July 31, 2003

Missing Enzyme Found to Lead to Alzheimer?s Disease Symptoms

Salk News


Missing Enzyme Found to Lead to Alzheimer?s Disease Symptoms

La Jolla, CA – An enzyme studied by scientists for years can prevent tangles of proteins from forming in the brain’s nerve cells – as occurs in patients with age-dependent Alzheimer’s disease, according to a study by investigators at the Salk Institute, Beth Israel Deaconess Medical Center and Harvard Medical School.

These findings on the enzyme called Pin1 appear in the July 31, 2003 issue of the journal Nature, and offer new insights into Alzheimer’s disease and other neurodegenerative disorders. They mark one of the most significant genetic relationships found to date with Alzheimer’s disease, and may eventually lead to new therapies to help prevent and treat these devastating conditions.

“We’ve now shown that Pin1 (prolyl isomerase) plays a pivotal role in protecting against age-dependent neurodegeneration,” says Beth Israel cell biologist Dr. Kun Ping Lu, associate professor of medicine at Harvard Medical School and the study’s senior author. “This makes a convincing case that this enzyme should be taken into consideration in future studies of Alzheimer’s disease.”

“This is an exciting advance in our understanding of neurodegenerative diseases,” adds Tony Hunter professor of molecular genetics at the Salk Institute and discoverer (with Lu) of Pin1. “When we first began studying Pin1 we knew that all animal cells had this enzyme and that it was likely to be important, but we had no idea that it would turn out to play a critical role in keeping neurons healthy in the brain.”

The most common cause of dementia in older people, Alzheimer’s disease affects an estimated 4 million individuals in the U.S., a number that is expected to increase significantly in coming years as the baby boomer generation ages. Ever since autopsies of Alzheimer’s patients first uncovered bunches of “tangles” in the brain’s neurons, investigators have studied the possibility that overexpression of a gene was responsible for this turn of events. This new research represents the first genetic evidence that age-dependent neurodegenerative diseases develop, instead, because a gene is absent.

Tangles are bunches of a long, stringy protein called tau. In healthy brains, tau serves to both assemble and support the “scaffolding” systems that give neurons their structure and function. As part of their normal function, phosphates are routinely added and removed from tau through processes known as phosphorylation and dephosphorylation. However, in certain neurodegenerative conditions, such as Alzheimer’s disease, tau becomes burdened with excess phosphate molecules, causing the protein to change shape and cluster into fibers. These fibers become tangled and knotted, forming rigid structures that eventually lead to the destruction of the affected neurons in certain regions of the brain, resulting in symptoms of dementia.

Enter the Pin1 enzyme. Since Lu and Hunter identified the enzyme in 1995, test tube studies found that Pin1 has the ability to promote dephosphorylation of tau, restoring it to its original shape. This finding led the scientists to hypothesize that Pin1 might also be able to prevent tangle formation and resulting neurodegeneration. In this new study, the researchers tested this hypothesis by comparing Pin1 expression profiles in different brain regions of both healthy individuals and patients with Alzheimer’s disease. The investigators also created a knockout mouse model to study the consequences of removing the Pin1 gene altogether.

Their results clearly indicated that Pin1 is required to ensure that neurons function normally, and to prevent them from falling prey to age-related neurodegeneration. “Our findings showed that Pin1expression inversely correlates with neuronal vulnerability to degeneration in normal brains, and with the actual formation of tangles in patients with Alzheimer’s,” says Lu. “Furthermore, we found that in the Pin1 knockout mouse, the removal of the Pin1 gene alone was sufficient to cause many age-dependent neurodegenerative changes.”

This study was funded by grants from the National Institutes of Health.

The Salk Institute for Biological Studies, located in La Jolla, Calif., is an independent nonprofit organization dedicated to fundamental discoveries in the life sciences, the improvement of human health and conditions, and the training of future generations of researchers. Jonas Salk, M.D., founded the institute in 1960 with a gift of land from the City of San Diego and the financial support of the March of Dimes Birth Defects Foundation.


Goal of the exercise -> In the entries below, begin at the line that has "This screenshot has width=888, height=388." and stop after the line that has "At what (x,y)"; output those lines exactly, leaving out pictures.
Data for this task: Begin
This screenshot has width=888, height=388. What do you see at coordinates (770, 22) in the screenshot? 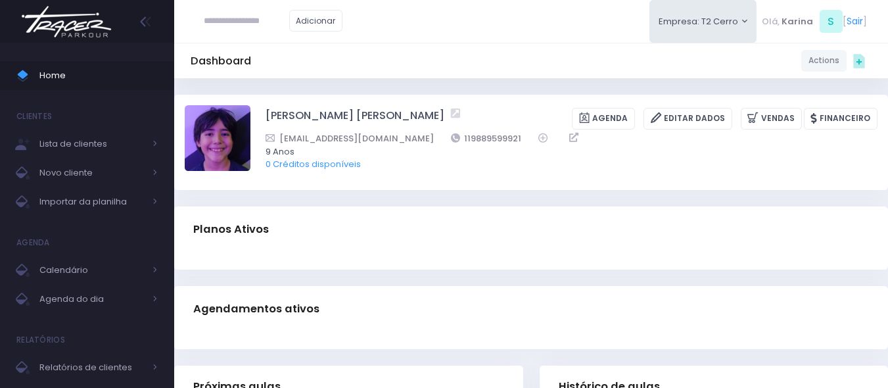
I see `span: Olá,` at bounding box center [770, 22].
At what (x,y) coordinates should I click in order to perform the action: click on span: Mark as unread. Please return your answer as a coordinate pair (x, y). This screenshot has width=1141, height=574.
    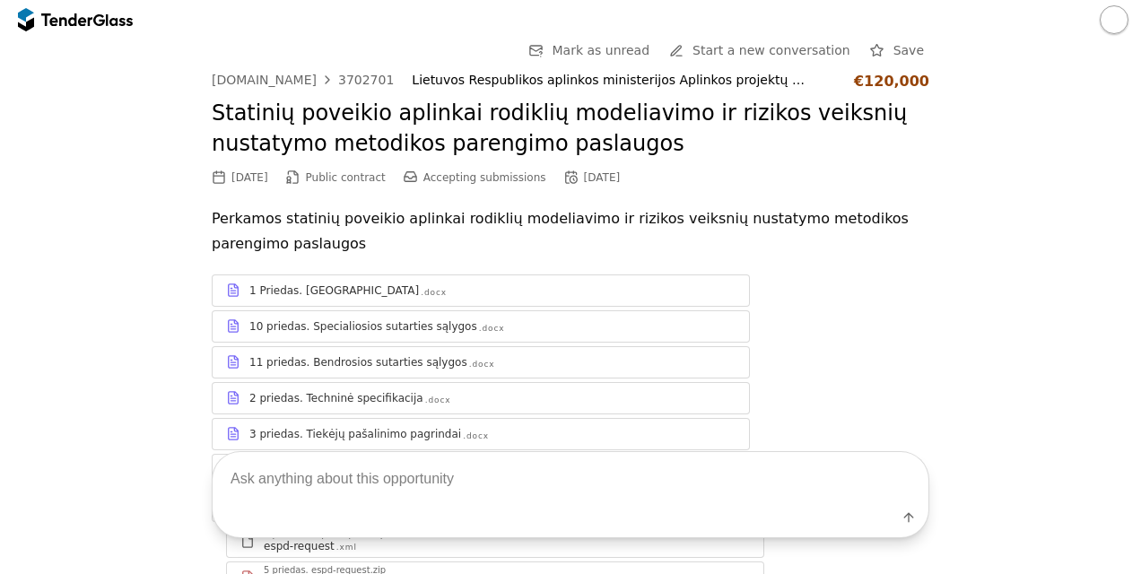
Data for this task: End
Data for this task: Begin
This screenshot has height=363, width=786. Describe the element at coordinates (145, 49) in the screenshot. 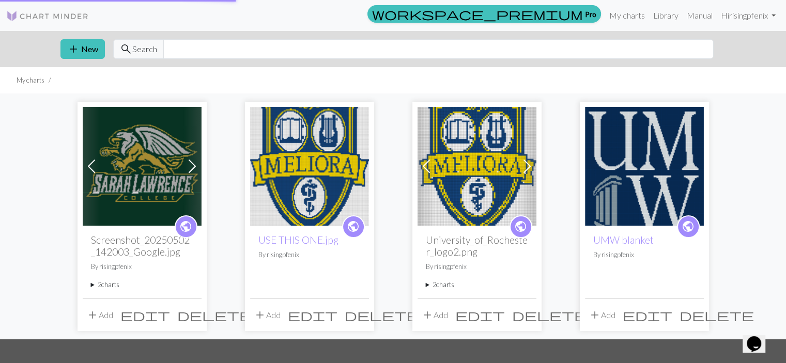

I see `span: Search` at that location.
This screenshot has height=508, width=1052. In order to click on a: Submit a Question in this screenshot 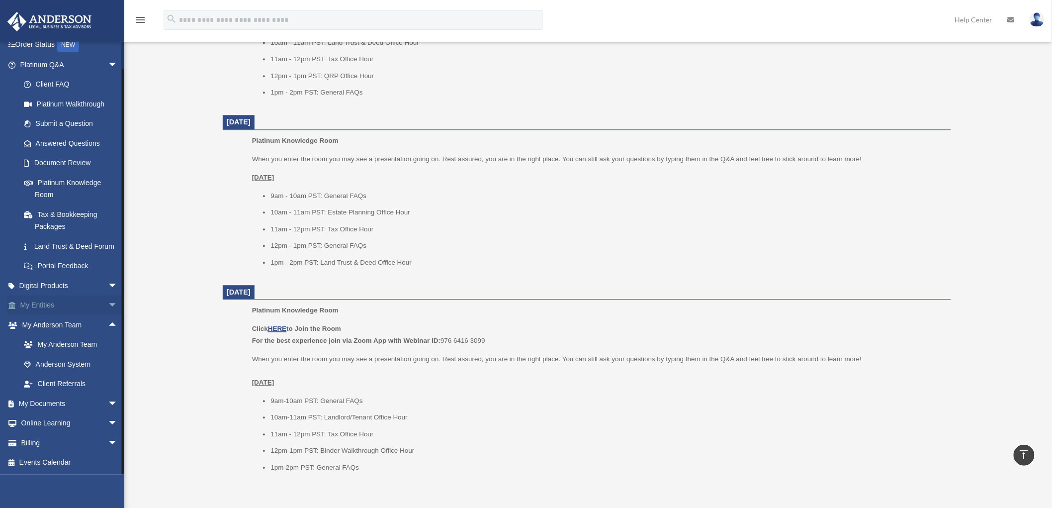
Data for this task: End
Completed task ->
This screenshot has width=888, height=388. What do you see at coordinates (770, 22) in the screenshot? 
I see `span: Olá,` at bounding box center [770, 22].
At what (x,y) coordinates should I click in order to perform the action: click on span: Mark as unread. Please return your answer as a coordinate pair (x, y). This screenshot has width=1141, height=574.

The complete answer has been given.